The European Union (EU) kicked off enforcement of its groundbreaking artificial intelligence (AI) law Sunday with a ban of AI systems it says pose “unacceptable risk.”
The EU AI Act places tough restrictions on activities such as social scoring and the manipulation of an individual’s decisions with fines of up to $35.8 million or 7% of global annual revenue from the previous fiscal year — whichever is higher. By comparison, fines under the General Data Protection Regulation (GDPR), Europe’s strict digital privacy law, top out at $20.5 million or 4% of annual global turnover for GDPR breaches.
Though the EU AI Act went into effect Sunday, organizations aren’t likely to face fines until August when the EU is expected to formally enforce punishment.
The act specifies AI systems considered unacceptable as those that attempt to profile people with disabilities and the underaged; predict people committing crimes based on appearance; use biometrics to infer a person’s characteristics such as sexual orientation; systems that collect “real time” biometric data in public places for use by law enforcement and AI systems that expands facial recognition databases by scraping images online or from security cameras.

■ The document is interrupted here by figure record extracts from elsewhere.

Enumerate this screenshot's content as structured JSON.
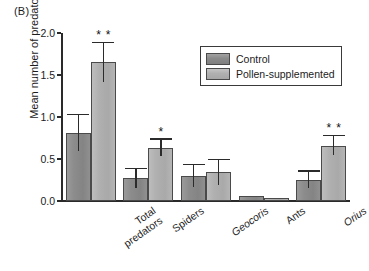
{
  "panel_label": "(B)",
  "chart_data": {
    "type": "bar",
    "title": "",
    "xlabel": "",
    "ylabel": "Mean number of predators",
    "ylim": [
      0.0,
      2.0
    ],
    "yticks": [
      "0.0",
      "0.5",
      "1.0",
      "1.5",
      "2.0"
    ],
    "ytick_values": [
      0.0,
      0.5,
      1.0,
      1.5,
      2.0
    ],
    "grid": false,
    "legend_position": "upper right",
    "categories": [
      "Total predators",
      "Spiders",
      "Geocoris",
      "Ants",
      "Orius"
    ],
    "categories_italic": [
      false,
      false,
      true,
      false,
      true
    ],
    "series": [
      {
        "name": "Control",
        "color": "#8c8c8c",
        "values": [
          0.81,
          0.27,
          0.3,
          0.06,
          0.25
        ],
        "errors": [
          0.21,
          0.11,
          0.13,
          0.0,
          0.1
        ]
      },
      {
        "name": "Pollen-supplemented",
        "color": "#b0b0b0",
        "values": [
          1.65,
          0.63,
          0.34,
          0.04,
          0.66
        ],
        "errors": [
          0.23,
          0.1,
          0.15,
          0.0,
          0.11
        ]
      }
    ],
    "significance": [
      {
        "category": "Total predators",
        "series": "Pollen-supplemented",
        "marker": "**"
      },
      {
        "category": "Spiders",
        "series": "Pollen-supplemented",
        "marker": "*"
      },
      {
        "category": "Orius",
        "series": "Pollen-supplemented",
        "marker": "**"
      }
    ]
  },
  "legend": {
    "items": [
      {
        "label": "Control"
      },
      {
        "label": "Pollen-supplemented"
      }
    ]
  }
}
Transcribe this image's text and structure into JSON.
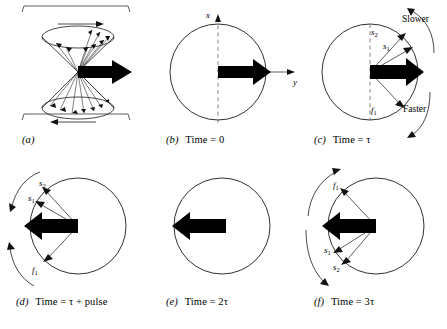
{
  "figure": {
    "type": "spin-echo-vector-diagram",
    "panel_count": 6
  },
  "panels": [
    {
      "id": "a",
      "caption_label": "(a)",
      "caption_text": "",
      "diagram": "double-cone-precession",
      "has_brackets": true,
      "has_circle": false,
      "has_axes": false
    },
    {
      "id": "b",
      "caption_label": "(b)",
      "caption_text": "Time = 0",
      "diagram": "single-vector",
      "has_circle": true,
      "has_axes": true,
      "axis_x_label": "x",
      "axis_y_label": "y",
      "arrow_direction": "right"
    },
    {
      "id": "c",
      "caption_label": "(c)",
      "caption_text": "Time = τ",
      "diagram": "fanning-vectors",
      "has_circle": true,
      "has_dashed_axis": true,
      "arrow_direction": "right",
      "vector_labels": [
        "s₂",
        "s₁",
        "f₁"
      ],
      "annotation_top": "Slower",
      "annotation_bottom": "Faster"
    },
    {
      "id": "d",
      "caption_label": "(d)",
      "caption_text": "Time = τ + pulse",
      "diagram": "fanning-vectors-flipped",
      "has_circle": true,
      "arrow_direction": "left",
      "vector_labels": [
        "s₂",
        "s₁",
        "f₁"
      ]
    },
    {
      "id": "e",
      "caption_label": "(e)",
      "caption_text": "Time = 2τ",
      "diagram": "refocused-vector",
      "has_circle": true,
      "arrow_direction": "left",
      "vector_labels": []
    },
    {
      "id": "f",
      "caption_label": "(f)",
      "caption_text": "Time = 3τ",
      "diagram": "fanning-vectors-reversed",
      "has_circle": true,
      "arrow_direction": "left",
      "vector_labels": [
        "f₁",
        "s₁",
        "s₂"
      ]
    }
  ],
  "labels": {
    "s2": "s",
    "s1": "s",
    "f1": "f",
    "sub2": "2",
    "sub1": "1",
    "axis_x": "x",
    "axis_y": "y",
    "slower": "Slower",
    "faster": "Faster"
  },
  "captions": {
    "a_label": "(a)",
    "a_text": "",
    "b_label": "(b)",
    "b_text": "Time = 0",
    "c_label": "(c)",
    "c_text": "Time = τ",
    "d_label": "(d)",
    "d_text": "Time = τ + pulse",
    "e_label": "(e)",
    "e_text": "Time = 2τ",
    "f_label": "(f)",
    "f_text": "Time = 3τ"
  },
  "colors": {
    "ink": "#1a1a1a",
    "arrow_fill": "#000000",
    "thin_line": "#2b2b2b",
    "dashed": "#555555",
    "background": "#ffffff"
  }
}
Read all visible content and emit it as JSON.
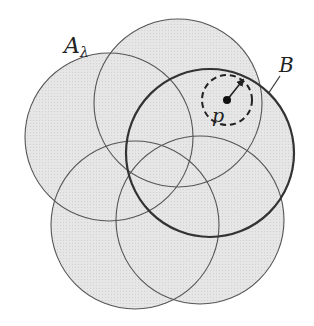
{
  "labels": {
    "A_main": "A",
    "A_sub": "λ",
    "B": "B",
    "p": "p"
  },
  "colors": {
    "fill": "#e4e4e4",
    "stroke": "#555555",
    "bold_stroke": "#333333",
    "background": "#ffffff"
  },
  "circles": [
    {
      "id": "A_lambda",
      "cx": 109,
      "cy": 137,
      "r": 84,
      "bold": false
    },
    {
      "id": "top",
      "cx": 178,
      "cy": 103,
      "r": 84,
      "bold": false
    },
    {
      "id": "lower_left",
      "cx": 135,
      "cy": 225,
      "r": 84,
      "bold": false
    },
    {
      "id": "lower_right",
      "cx": 200,
      "cy": 220,
      "r": 84,
      "bold": false
    },
    {
      "id": "B",
      "cx": 210,
      "cy": 153,
      "r": 84,
      "bold": true
    }
  ],
  "ball_around_p": {
    "cx": 227,
    "cy": 100,
    "r": 25,
    "dashed": true
  },
  "point_p": {
    "x": 227,
    "y": 100
  },
  "radius_arrow": {
    "x1": 227,
    "y1": 100,
    "x2": 243,
    "y2": 80
  }
}
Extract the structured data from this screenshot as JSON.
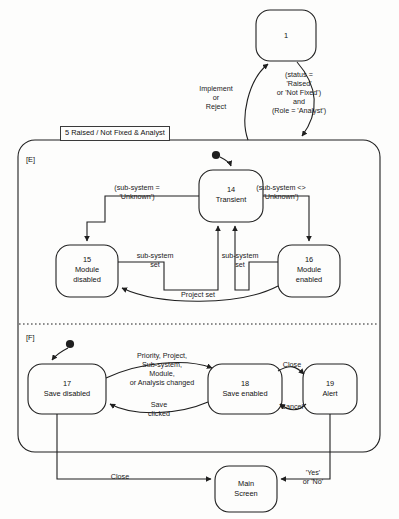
{
  "diagram": {
    "type": "uml-state-diagram",
    "container": {
      "title": "5 Raised / Not Fixed & Analyst",
      "regions": [
        {
          "tag": "[E]"
        },
        {
          "tag": "[F]"
        }
      ]
    },
    "states": [
      {
        "id": "1",
        "number": "1",
        "name": ""
      },
      {
        "id": "14",
        "number": "14",
        "name": "Transient"
      },
      {
        "id": "15",
        "number": "15",
        "name": "Module\ndisabled"
      },
      {
        "id": "16",
        "number": "16",
        "name": "Module\nenabled"
      },
      {
        "id": "17",
        "number": "17",
        "name": "Save disabled"
      },
      {
        "id": "18",
        "number": "18",
        "name": "Save enabled"
      },
      {
        "id": "19",
        "number": "19",
        "name": "Alert"
      },
      {
        "id": "main",
        "number": "",
        "name": "Main\nScreen"
      }
    ],
    "transitions": [
      {
        "from": "container",
        "to": "1",
        "label": "Implement\nor\nReject"
      },
      {
        "from": "1",
        "to": "container",
        "label": "(status =\n'Raised'\nor 'Not Fixed')\nand\n(Role = 'Analyst')"
      },
      {
        "from": "14",
        "to": "15",
        "label": "(sub-system =\n'Unknown')"
      },
      {
        "from": "14",
        "to": "16",
        "label": "(sub-system <>\n'Unknown')"
      },
      {
        "from": "15",
        "to": "14",
        "label": "sub-system\nset"
      },
      {
        "from": "16",
        "to": "14",
        "label": "sub-system\nset"
      },
      {
        "from": "16",
        "to": "15",
        "label": "Project set"
      },
      {
        "from": "17",
        "to": "18",
        "label": "Priority, Project,\nSub-system,\nModule,\nor Analysis changed"
      },
      {
        "from": "18",
        "to": "17",
        "label": "Save\nclicked"
      },
      {
        "from": "18",
        "to": "19",
        "label": "Close"
      },
      {
        "from": "19",
        "to": "18",
        "label": "'Cancel'"
      },
      {
        "from": "17",
        "to": "main",
        "label": "Close"
      },
      {
        "from": "19",
        "to": "main",
        "label": "'Yes'\nor 'No'"
      }
    ]
  },
  "colors": {
    "stroke": "#1f1f1f",
    "background": "#fdfdfc",
    "text": "#111111"
  }
}
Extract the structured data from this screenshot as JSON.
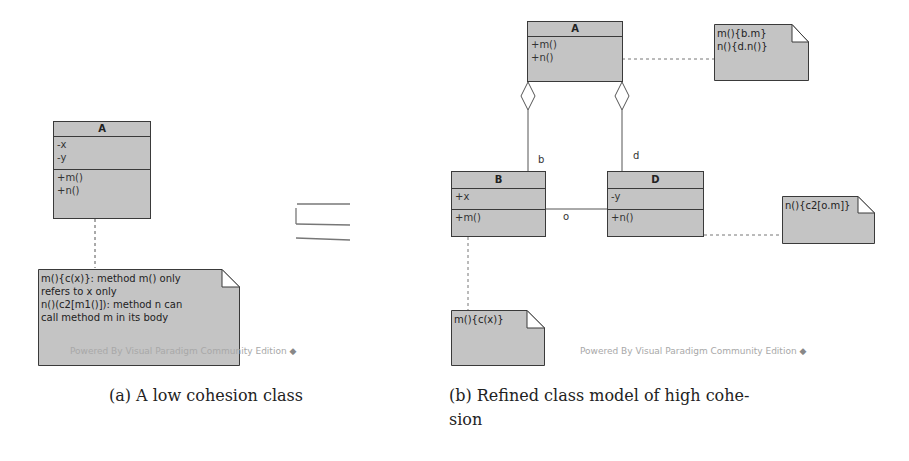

In December, the newly created EU AI Office published a code of practice for general-purpose AI models (GPAI) like OpenAI’s GPT family of large language models (LLMs). It requires developers of “systemic” GPAI models to undergo rigorous risk assessments. An executive order from former President Joe Biden in October 2023 would have done something similar, but President Donald Trump quashed it with his own executive order upon taking office in January.
The tech industry has been bracing for the EU AI Act for nearly a year since it was passed by European Parliament. The act is the most comprehensive legislative by a government organization to regulate AI use, and most American tech companies have indicated they will comply. Last September, more than 100 companies including Amazon, Google, and OpenAI signed the EU AI Pact to voluntarily start applying the principles of the law to identify AI systems likely to be deemed as high-risk. Meta, Apple Inc., and French startup Mistral were among those who didn’t.
Europe’s landmark law comes as the U.S. and China duel to build the biggest AI models, heightened by the overnight emergence of Chinese AI startup DeepSeek.
“While the U.S. and China compete to build the biggest AI models, Europe is showing leadership in building the most trustworthy ones,” Diyan Bogdanov, director of engineering intelligence and growth at Payhawk, told CNBC.
“The EU AI Act’s requirements around bias detection, regular risk assessments, and human oversight aren’t limiting innovation — they’re defining what good looks like,” Bogdanov said.